European companies interested in EU ETS, Japanese companies with voluntary commitments under the Keidanren Voluntary Action Plan, Governments with a Kyoto commitment and more recently buyers on the voluntary market have been competing for CERs. However, a number of qualitative and quantitative restrictions apply and limit global demand for CDM. With regard to other regimes, the New Zealand ETS is the most progressive in its open market-oriented stance on linking and a number of compliance units, including allowances, from other regimes are eligible, as are JI and the CDM.
The Challenge of Linking Carbon Markets and Broadening the Scope of Carbon Finance to Achieve the Required Mitigation Effort
Carbon markets so far have mostly been operating in isolation from each other, except where there is a linking through the CDM and JI markets. Provisions for linking exist for a number of cap and trade schemes but their diversity in design creates a significant challenge. A number of issues need to be considered and agreed upon before effective linking and some of the most important are listed below:
- ambition of target and existence of cost control mechanisms (safety valve, penalty for noncompliance);
- treatment of offsets: supplementarity limit, eligible offsets standards and asset classes and treatment of domestic offsets;
- treatment of installations (grandfathering or benchmarking, sale, auction or free allocation, treatment of new entrants and existing installations);
- differential treatment of sectors, with potential leakage and competitiveness issues;
- absolute vs. intensity target;
- emergence of a financial and regulatory governance in the carbon market.

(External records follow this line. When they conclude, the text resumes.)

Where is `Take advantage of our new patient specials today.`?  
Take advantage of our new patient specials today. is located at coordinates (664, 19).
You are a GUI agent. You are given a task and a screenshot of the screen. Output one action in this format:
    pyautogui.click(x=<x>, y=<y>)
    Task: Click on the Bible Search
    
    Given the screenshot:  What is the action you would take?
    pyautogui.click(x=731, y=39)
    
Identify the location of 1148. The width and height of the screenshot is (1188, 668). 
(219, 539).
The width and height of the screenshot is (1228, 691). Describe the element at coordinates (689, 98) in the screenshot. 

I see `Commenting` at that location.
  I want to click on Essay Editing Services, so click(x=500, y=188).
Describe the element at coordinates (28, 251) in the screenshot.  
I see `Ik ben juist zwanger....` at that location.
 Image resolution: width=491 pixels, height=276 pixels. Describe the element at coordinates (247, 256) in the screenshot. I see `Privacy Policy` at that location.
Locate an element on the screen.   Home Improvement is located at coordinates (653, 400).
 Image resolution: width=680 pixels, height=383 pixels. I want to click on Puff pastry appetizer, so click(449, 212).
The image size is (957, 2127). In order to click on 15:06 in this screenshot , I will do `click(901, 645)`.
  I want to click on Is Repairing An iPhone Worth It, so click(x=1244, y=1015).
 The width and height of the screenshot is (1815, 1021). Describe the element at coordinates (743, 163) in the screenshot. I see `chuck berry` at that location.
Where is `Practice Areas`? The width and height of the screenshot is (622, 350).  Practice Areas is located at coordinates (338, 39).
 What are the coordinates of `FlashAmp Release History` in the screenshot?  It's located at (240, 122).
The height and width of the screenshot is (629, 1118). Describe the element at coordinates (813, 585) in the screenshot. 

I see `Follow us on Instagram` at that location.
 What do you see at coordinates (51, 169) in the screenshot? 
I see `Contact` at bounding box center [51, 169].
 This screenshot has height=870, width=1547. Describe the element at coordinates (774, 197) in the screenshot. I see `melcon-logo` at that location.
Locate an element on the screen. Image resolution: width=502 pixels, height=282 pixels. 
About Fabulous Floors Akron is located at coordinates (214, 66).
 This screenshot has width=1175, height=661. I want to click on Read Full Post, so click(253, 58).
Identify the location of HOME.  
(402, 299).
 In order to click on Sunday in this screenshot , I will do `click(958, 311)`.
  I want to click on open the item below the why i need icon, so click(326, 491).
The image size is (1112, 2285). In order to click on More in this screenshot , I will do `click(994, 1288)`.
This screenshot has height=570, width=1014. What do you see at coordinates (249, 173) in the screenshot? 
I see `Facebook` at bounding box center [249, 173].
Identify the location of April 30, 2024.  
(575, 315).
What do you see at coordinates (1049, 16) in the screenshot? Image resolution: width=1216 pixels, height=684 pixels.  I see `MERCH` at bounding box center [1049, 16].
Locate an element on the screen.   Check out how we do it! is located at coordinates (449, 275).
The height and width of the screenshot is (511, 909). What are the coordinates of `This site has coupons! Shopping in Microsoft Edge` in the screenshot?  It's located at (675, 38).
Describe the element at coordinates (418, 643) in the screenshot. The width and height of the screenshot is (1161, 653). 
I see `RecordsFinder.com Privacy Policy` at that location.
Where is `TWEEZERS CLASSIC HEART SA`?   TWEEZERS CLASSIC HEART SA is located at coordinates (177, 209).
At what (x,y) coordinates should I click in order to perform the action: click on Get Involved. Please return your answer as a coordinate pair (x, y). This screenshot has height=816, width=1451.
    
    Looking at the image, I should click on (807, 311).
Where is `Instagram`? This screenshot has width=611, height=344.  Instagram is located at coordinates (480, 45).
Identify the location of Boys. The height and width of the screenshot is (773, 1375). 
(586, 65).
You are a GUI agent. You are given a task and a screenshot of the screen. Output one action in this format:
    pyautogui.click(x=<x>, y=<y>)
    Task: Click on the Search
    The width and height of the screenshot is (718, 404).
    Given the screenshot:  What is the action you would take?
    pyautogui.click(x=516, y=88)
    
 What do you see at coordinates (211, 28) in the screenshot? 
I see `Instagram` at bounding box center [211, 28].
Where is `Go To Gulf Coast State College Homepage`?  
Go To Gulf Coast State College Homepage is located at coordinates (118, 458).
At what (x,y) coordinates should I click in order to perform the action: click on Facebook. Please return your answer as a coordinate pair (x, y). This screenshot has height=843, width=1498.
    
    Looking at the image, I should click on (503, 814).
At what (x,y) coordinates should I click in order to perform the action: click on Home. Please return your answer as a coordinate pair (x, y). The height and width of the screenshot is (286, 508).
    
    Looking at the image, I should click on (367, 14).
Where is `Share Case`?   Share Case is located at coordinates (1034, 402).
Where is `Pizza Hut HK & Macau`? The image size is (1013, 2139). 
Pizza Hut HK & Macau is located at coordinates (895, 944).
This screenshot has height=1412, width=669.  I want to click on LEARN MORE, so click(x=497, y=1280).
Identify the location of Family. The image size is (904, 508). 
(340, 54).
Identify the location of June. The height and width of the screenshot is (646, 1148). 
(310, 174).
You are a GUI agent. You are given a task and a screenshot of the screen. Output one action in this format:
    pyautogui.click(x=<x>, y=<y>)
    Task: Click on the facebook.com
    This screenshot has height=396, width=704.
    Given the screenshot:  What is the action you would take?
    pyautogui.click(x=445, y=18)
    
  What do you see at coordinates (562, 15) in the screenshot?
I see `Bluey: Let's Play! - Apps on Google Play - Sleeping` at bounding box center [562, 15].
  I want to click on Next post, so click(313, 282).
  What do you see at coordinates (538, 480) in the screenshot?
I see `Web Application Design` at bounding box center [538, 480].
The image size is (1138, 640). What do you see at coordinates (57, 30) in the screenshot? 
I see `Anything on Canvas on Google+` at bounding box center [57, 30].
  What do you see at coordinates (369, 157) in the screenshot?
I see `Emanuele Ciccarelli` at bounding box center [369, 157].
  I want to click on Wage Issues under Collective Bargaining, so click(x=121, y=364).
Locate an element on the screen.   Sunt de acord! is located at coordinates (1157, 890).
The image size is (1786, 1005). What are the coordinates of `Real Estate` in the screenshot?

Achieving better linking across carbon markets would better connect mitigation potential across sectors and regions with sources of demand. A more efficient and inclusive global carbon market could also encourage nations to take on tougher targets while allowing for more flexibility through trading.
Science-based Mitigation Targets
In its latest assessment report, the IPCC made clear that the evidence of warming of the climate system is unequivocal and that a delay in reducing GHG emissions significantly constrains opportunities to achieve lower GHG atmospheric concentration stabilization levels while increasing the risk of severe (and possibly irreversible) impacts. A range of stabilization levels under consideration can be achieved by the deployment of a portfolio of technologies that are currently available or soon expected to be available at commercial scale. Policies that provide a real or implicit price of carbon could create incentives for producers and consumers to significantly invest in low- GHG products, technologies and processes.
Mitigation Potential
IPCC also reports that by 2030, a global mitigation potential of 13.5 GtCO2e can be tapped at a cost of below US$20 per tCO2e. Half of this potential is in developing countries, many of which are investing heavily in long-term infrastructure. At a carbon cost below US$50 per tCO2e, the mitigation potential expands to 19.5 GtCO2e – with slightly more than half of mitigation located in developing countries.
Buildings often represent the cheapest mitigation opportunities, with a significant portion of the potential coming at “negative” cost. At a cost below US$20 per tCO2e, these opportunities represent 40% of all mitigation opportunities and between 25-30% at costs below US$50 per tCO2e. Mitigation opportunities in the forestry and agriculture sectors account also for a meaningful share of abatement opportunities: 30% in developing countries, 20-25% globally. These sectors have barely been touched by the carbon market so far and it is encouraging to observe initiatives aimed at cultivating these new sources of supply, among others by developing new methodological approaches to address
technical issues and decrease transaction costs.